Saturday, October 20, 2007

Right-wing Polish party accused of anti-Semitism for campaign ad

right-wing party ran a campaign ad Monday suggesting Polish lives have been put in danger in Iraq to serve Jewish and U.S. interests, and it immediately drew accusations of anti-Semitism.

The League of Polish Families' TV spot features footage of President Lech Kaczynski, first at a meeting with U.S. President George W. Bush, and then with Orthodox Jews at Israel's Western Wall, where he dons a yarmulke. The words "Our allies," are flashed across the scene. "They put us in the line of attack."

A grim voiceover then warns: "It is our nation that is going to fall victim. Let the nation decide."

The advertisement — issued as part of campaigning for Sunday's general election — sparked a firestorm of criticism. Jacek Kurski, a lawmaker with the governing Law and Justice party, slammed it as "a pathetic masquerade" that was "seasoned with some anti-Semitism."

League of Polish Families leader Roman Giertych defended the spot, saying it was not anti-Semitic but insisting there is a connection between the war in Iraq and Israel.

"One can be against the war in Iraq without being an anti-Semite," Giertych said at a news conference.

"This ad shows the cooperation between Poland and the U.S., and Poland and Israel — we have a right to criticize it. The war in Iraq threatens our country and this is why the Polish troops should be pulled out from Iraq as soon as possible."

But Poland's chief rabbi, Michael Schudrich, noted that the sequence of images was laid out in such a way as to provoke a negative feeling about Kaczynski being at the Western Wall, Judaism's holiest place.

"You see the tanks, you feel bad, you see people being blown up, you feel bad, you see President Kaczynski at the Wall, you feel bad," he told the AP.

"Now the question is why should someone feel bad about President Kaczynski being at the Western Wall? What is negative about the president of the country visiting a holy site?"

Poland's "Stop War" movement, which opposes Polish involvement in Iraq, immediately distanced itself from the ad, saying it has "strong anti-Semitic connotations."

Poland contributed combat troops to the U.S.-led invasion in 2003, and still has 900 soldiers stationed there.

The League of Polish Families, which served as a coalition partner in the conservative government of Prime Minister Jaroslaw Kaczynski before being dismissed this summer, is fighting for its political survival.

Most opinion polls show it with between 2 and 4 percent support — below the 5 percent threshold needed to enter parliament.

It is not the first time the party has faced accusations of anti-Semitism.

Giertych's father and fellow party member Maciej Giertych, a European Union lawmaker, was reprimanded early this year by the European Parliament for publishing a brochure that described the Jewish people as a "tragic community" that tends to settle "among the rich" while still choosing to live "in apartheid from the surrounding communities."

The party is also closely linked to a youth movement, the All-Polish Youth — founded by Giertych in 1989 — which has attacked gay rights activists and used Nazi slogans and gestures.

Maciej Giertych in November dismissed his assistant after a newspaper published a photo of her giving a straight-armed Nazi salute at an All-Polish Youth rally with a burning swastika in the background.

Giertych in December said his party had severed all ties with the radical youth wing after the swastika burning scandal.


#### TASK DESCRIPTION:
Filter the listing below, copying every line in which the word "ffffff" appears.

#### EXTRACTED ENTRIES:

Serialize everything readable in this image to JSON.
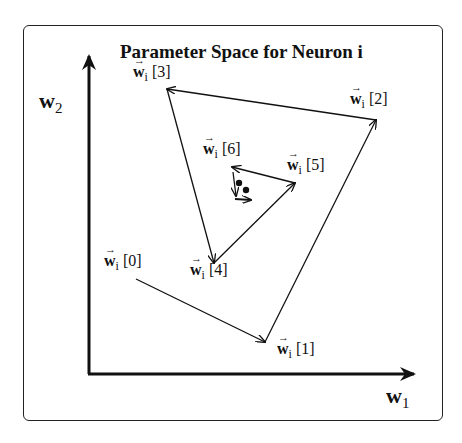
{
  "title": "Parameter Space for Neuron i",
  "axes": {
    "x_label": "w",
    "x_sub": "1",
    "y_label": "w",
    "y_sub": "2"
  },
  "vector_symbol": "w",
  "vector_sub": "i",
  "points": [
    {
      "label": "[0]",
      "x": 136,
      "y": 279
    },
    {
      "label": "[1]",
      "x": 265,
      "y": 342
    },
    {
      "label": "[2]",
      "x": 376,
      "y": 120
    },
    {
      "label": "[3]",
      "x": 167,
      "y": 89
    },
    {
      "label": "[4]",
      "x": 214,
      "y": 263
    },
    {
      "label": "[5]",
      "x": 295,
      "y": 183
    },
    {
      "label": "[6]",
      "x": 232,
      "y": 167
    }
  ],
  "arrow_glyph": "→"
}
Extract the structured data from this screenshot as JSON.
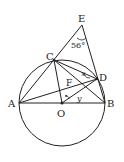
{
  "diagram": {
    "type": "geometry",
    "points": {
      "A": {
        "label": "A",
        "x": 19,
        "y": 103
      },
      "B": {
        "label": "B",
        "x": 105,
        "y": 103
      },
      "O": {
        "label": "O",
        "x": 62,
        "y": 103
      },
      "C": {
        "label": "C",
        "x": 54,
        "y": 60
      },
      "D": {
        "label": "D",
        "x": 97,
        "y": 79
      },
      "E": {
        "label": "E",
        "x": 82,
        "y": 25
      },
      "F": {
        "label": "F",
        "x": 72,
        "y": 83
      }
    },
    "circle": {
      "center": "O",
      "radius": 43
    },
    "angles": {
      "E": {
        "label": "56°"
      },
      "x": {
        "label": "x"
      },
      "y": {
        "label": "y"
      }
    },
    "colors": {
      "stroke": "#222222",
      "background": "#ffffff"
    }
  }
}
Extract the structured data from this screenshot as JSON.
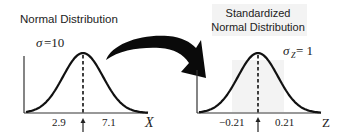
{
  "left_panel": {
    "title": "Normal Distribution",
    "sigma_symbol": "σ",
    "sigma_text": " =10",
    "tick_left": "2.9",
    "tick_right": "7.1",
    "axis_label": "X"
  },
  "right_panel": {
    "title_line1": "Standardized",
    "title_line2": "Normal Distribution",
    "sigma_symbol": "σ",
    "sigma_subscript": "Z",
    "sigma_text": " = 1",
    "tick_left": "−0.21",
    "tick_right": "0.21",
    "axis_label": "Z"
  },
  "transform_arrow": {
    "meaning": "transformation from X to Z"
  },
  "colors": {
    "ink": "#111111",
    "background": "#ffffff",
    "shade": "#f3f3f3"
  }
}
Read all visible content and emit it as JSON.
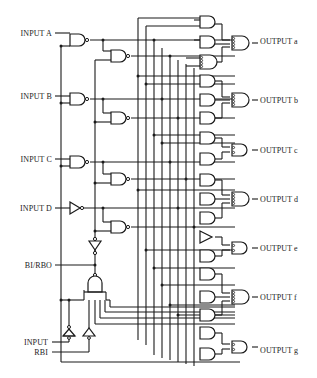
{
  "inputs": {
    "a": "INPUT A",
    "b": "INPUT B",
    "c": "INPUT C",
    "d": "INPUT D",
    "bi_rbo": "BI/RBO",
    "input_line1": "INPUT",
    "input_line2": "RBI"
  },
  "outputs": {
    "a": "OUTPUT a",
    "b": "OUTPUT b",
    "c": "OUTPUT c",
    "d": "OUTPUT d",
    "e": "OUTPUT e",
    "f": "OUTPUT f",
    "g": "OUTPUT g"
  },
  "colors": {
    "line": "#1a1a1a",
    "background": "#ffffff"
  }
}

#### WRITTEN REPLY:
      "background": "#ffffff"
    "background": "#ffffff",
    "background": "#ffffff"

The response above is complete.